“With induced boredom from weather lock-up,” Charles Davies-Scourfield of Culburra Beach wonders, “if any readers could contribute examples of ‘the most boring headline appearing in print’. This might compete with the possibly apocryphal headline written for a report by Claud Cockburn of The Times in the 1930s which read: ‘Small earthquake in Chile. Not many dead.’ To win, the headline must be able to be verified and judged by Granny.”
Patricia Farrar of Concord has a query for the C8 brains trust: “My nine-year-old grandson, Maxy, asked me: ‘Grandma, you know about UFOs?’ ‘Yes,’ I replied. ‘Well,’ he said, ‘when someone identifies that it’s a UFO, is it still unidentified?’ All explanations and responses welcome, particularly from nine-year-olds.”
“I enjoyed the article in Saturday’s Herald about Nick Kyrgios,” writes Laurie Powell of Woy Woy. “I particularly liked that the author was Scott Spits.”
“Bruce Murray (C8) should be careful about waiting for the mainbrace to be spliced,” reckons Robert Nielson of Watsons Bay. “This is a difficult job and is rarely undertaken, so he may go thirsty. Stick to yardarm measures and if there is no yardarm, have a couple of beers anyway and soon there will be an imaginary one.” Or, as Dave Horsfall of North Gosford suggests, go by the old naval saying, “The sun is always over the yardarm somewhere in the world.”
More on the joys of retailing (C8), this time from Regan Pallandi of Hurlstone Park, who works in a timber yard. “When a customer was whinging about the price of timber, my response was: ‘It doesn’t grow on trees, you know.’ I like to think she is still pondering that statement.”
“As silence is golden, ‘Golden Oldies Generation’ would have a more acceptable ring to it than ‘Silent Generation’ (C8)” thinks Joy Cooksey of Harrington.
Seeing a slight problem in song structure, Evan Bailey of Glebe says: “The question about the planet’s current population (C8) reminds me that the Rolling Stones, in their song from the 1960s Salt of the Earth, refer to the planet’s population then in the line: ‘Let’s drink to the 2000 million’. If they were ever to sing again about such proletarian matters, should they now sing ‘Let’s drink to the 7900 million’?”
Regarding electrical puns (C8), all Warwick Sherman of Huntleys Point can say is: “Ohm my God.” He’s a bit of a bright spark.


» **WORK INSTRUCTIONS**: All of the data should be reproduced word for word, though its pictures must be omitted.

(Dataset rows about figures)
((

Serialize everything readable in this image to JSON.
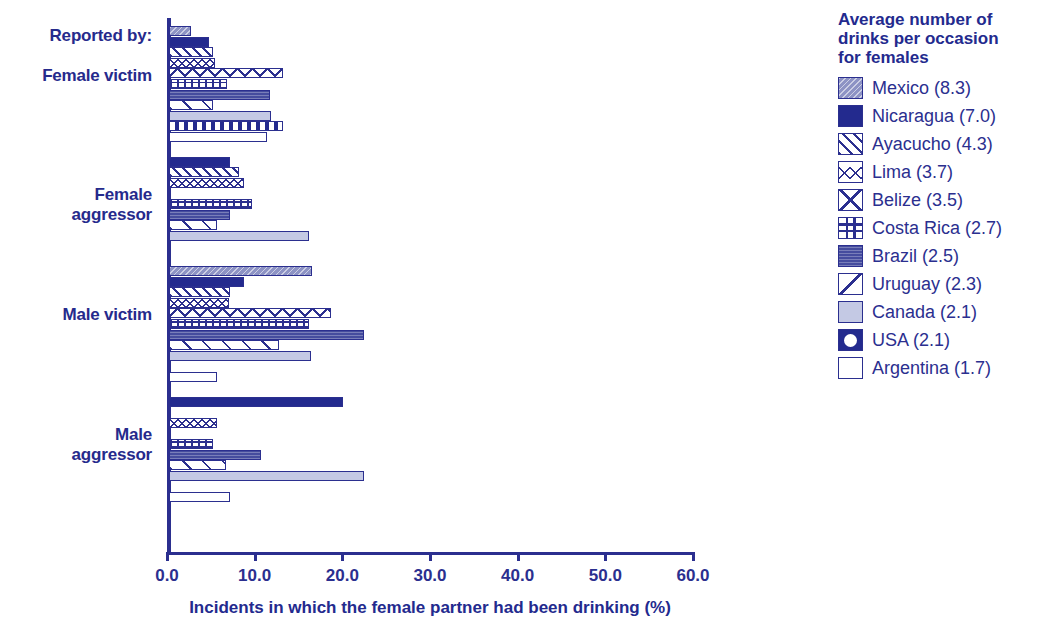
{
  "axis": {
    "x_title": "Incidents in which the female partner had been drinking (%)",
    "x_ticks": [
      "0.0",
      "10.0",
      "20.0",
      "30.0",
      "40.0",
      "50.0",
      "60.0"
    ],
    "reported_by_label": "Reported by:"
  },
  "legend": {
    "title": "Average number of\ndrinks per occasion\nfor females",
    "entries": [
      {
        "label": "Mexico (8.3)",
        "key": "mexico",
        "swatch": "swatch-mexico"
      },
      {
        "label": "Nicaragua (7.0)",
        "key": "nicaragua",
        "swatch": "swatch-nicaragua"
      },
      {
        "label": "Ayacucho (4.3)",
        "key": "ayacucho",
        "swatch": "swatch-ayacucho"
      },
      {
        "label": "Lima (3.7)",
        "key": "lima",
        "swatch": "swatch-lima"
      },
      {
        "label": "Belize (3.5)",
        "key": "belize",
        "swatch": "swatch-belize"
      },
      {
        "label": "Costa Rica (2.7)",
        "key": "costarica",
        "swatch": "swatch-costa-rica"
      },
      {
        "label": "Brazil (2.5)",
        "key": "brazil",
        "swatch": "swatch-brazil"
      },
      {
        "label": "Uruguay (2.3)",
        "key": "uruguay",
        "swatch": "swatch-uruguay"
      },
      {
        "label": "Canada (2.1)",
        "key": "canada",
        "swatch": "swatch-canada"
      },
      {
        "label": "USA (2.1)",
        "key": "usa",
        "swatch": "swatch-usa"
      },
      {
        "label": "Argentina (1.7)",
        "key": "argentina",
        "swatch": "swatch-argentina"
      }
    ]
  },
  "colors": {
    "ink": "#2b2f8f",
    "nicaragua_fill": "#232a8e",
    "mexico_fill": "#8d93c4",
    "brazil_fill": "#454c9e",
    "canada_fill": "#c4c9e4"
  },
  "chart_data": {
    "type": "bar",
    "orientation": "horizontal",
    "title": "",
    "xlabel": "Incidents in which the female partner had been drinking (%)",
    "ylabel": "Reported by:",
    "xlim": [
      0,
      60
    ],
    "xticks": [
      0,
      10,
      20,
      30,
      40,
      50,
      60
    ],
    "grid": false,
    "legend_position": "right",
    "legend_title": "Average number of drinks per occasion for females",
    "categories": [
      "Female victim",
      "Female aggressor",
      "Male victim",
      "Male aggressor"
    ],
    "series": [
      {
        "name": "Mexico (8.3)",
        "values": [
          2.5,
          0.0,
          16.3,
          0.0
        ]
      },
      {
        "name": "Nicaragua (7.0)",
        "values": [
          4.6,
          7.0,
          8.5,
          19.8
        ]
      },
      {
        "name": "Ayacucho (4.3)",
        "values": [
          5.0,
          8.0,
          7.0,
          0.0
        ]
      },
      {
        "name": "Lima (3.7)",
        "values": [
          5.3,
          8.6,
          6.8,
          5.5
        ]
      },
      {
        "name": "Belize (3.5)",
        "values": [
          13.0,
          0.0,
          18.5,
          0.0
        ]
      },
      {
        "name": "Costa Rica (2.7)",
        "values": [
          6.6,
          9.5,
          16.0,
          5.0
        ]
      },
      {
        "name": "Brazil (2.5)",
        "values": [
          11.5,
          7.0,
          22.2,
          10.5
        ]
      },
      {
        "name": "Uruguay (2.3)",
        "values": [
          5.0,
          5.5,
          12.5,
          6.5
        ]
      },
      {
        "name": "Canada (2.1)",
        "values": [
          11.6,
          16.0,
          16.2,
          22.3
        ]
      },
      {
        "name": "USA (2.1)",
        "values": [
          13.0,
          0.0,
          0.0,
          0.0
        ]
      },
      {
        "name": "Argentina (1.7)",
        "values": [
          11.2,
          0.0,
          5.5,
          7.0
        ]
      }
    ]
  }
}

))

» **EXPECTED ANSWER**:
Serialize everything readable in this image to JSON.
{
  "axis": {
    "x_title": "Incidents in which the female partner had been drinking (%)",
    "x_ticks": [
      "0.0",
      "10.0",
      "20.0",
      "30.0",
      "40.0",
      "50.0",
      "60.0"
    ],
    "reported_by_label": "Reported by:"
  },
  "legend": {
    "title": "Average number of\ndrinks per occasion\nfor females",
    "entries": [
      {
        "label": "Mexico (8.3)",
        "key": "mexico",
        "swatch": "swatch-mexico"
      },
      {
        "label": "Nicaragua (7.0)",
        "key": "nicaragua",
        "swatch": "swatch-nicaragua"
      },
      {
        "label": "Ayacucho (4.3)",
        "key": "ayacucho",
        "swatch": "swatch-ayacucho"
      },
      {
        "label": "Lima (3.7)",
        "key": "lima",
        "swatch": "swatch-lima"
      },
      {
        "label": "Belize (3.5)",
        "key": "belize",
        "swatch": "swatch-belize"
      },
      {
        "label": "Costa Rica (2.7)",
        "key": "costarica",
        "swatch": "swatch-costa-rica"
      },
      {
        "label": "Brazil (2.5)",
        "key": "brazil",
        "swatch": "swatch-brazil"
      },
      {
        "label": "Uruguay (2.3)",
        "key": "uruguay",
        "swatch": "swatch-uruguay"
      },
      {
        "label": "Canada (2.1)",
        "key": "canada",
        "swatch": "swatch-canada"
      },
      {
        "label": "USA (2.1)",
        "key": "usa",
        "swatch": "swatch-usa"
      },
      {
        "label": "Argentina (1.7)",
        "key": "argentina",
        "swatch": "swatch-argentina"
      }
    ]
  },
  "colors": {
    "ink": "#2b2f8f",
    "nicaragua_fill": "#232a8e",
    "mexico_fill": "#8d93c4",
    "brazil_fill": "#454c9e",
    "canada_fill": "#c4c9e4"
  },
  "chart_data": {
    "type": "bar",
    "orientation": "horizontal",
    "title": "",
    "xlabel": "Incidents in which the female partner had been drinking (%)",
    "ylabel": "Reported by:",
    "xlim": [
      0,
      60
    ],
    "xticks": [
      0,
      10,
      20,
      30,
      40,
      50,
      60
    ],
    "grid": false,
    "legend_position": "right",
    "legend_title": "Average number of drinks per occasion for females",
    "categories": [
      "Female victim",
      "Female aggressor",
      "Male victim",
      "Male aggressor"
    ],
    "series": [
      {
        "name": "Mexico (8.3)",
        "values": [
          2.5,
          0.0,
          16.3,
          0.0
        ]
      },
      {
        "name": "Nicaragua (7.0)",
        "values": [
          4.6,
          7.0,
          8.5,
          19.8
        ]
      },
      {
        "name": "Ayacucho (4.3)",
        "values": [
          5.0,
          8.0,
          7.0,
          0.0
        ]
      },
      {
        "name": "Lima (3.7)",
        "values": [
          5.3,
          8.6,
          6.8,
          5.5
        ]
      },
      {
        "name": "Belize (3.5)",
        "values": [
          13.0,
          0.0,
          18.5,
          0.0
        ]
      },
      {
        "name": "Costa Rica (2.7)",
        "values": [
          6.6,
          9.5,
          16.0,
          5.0
        ]
      },
      {
        "name": "Brazil (2.5)",
        "values": [
          11.5,
          7.0,
          22.2,
          10.5
        ]
      },
      {
        "name": "Uruguay (2.3)",
        "values": [
          5.0,
          5.5,
          12.5,
          6.5
        ]
      },
      {
        "name": "Canada (2.1)",
        "values": [
          11.6,
          16.0,
          16.2,
          22.3
        ]
      },
      {
        "name": "USA (2.1)",
        "values": [
          13.0,
          0.0,
          0.0,
          0.0
        ]
      },
      {
        "name": "Argentina (1.7)",
        "values": [
          11.2,
          0.0,
          5.5,
          7.0
        ]
      }
    ]
  }
}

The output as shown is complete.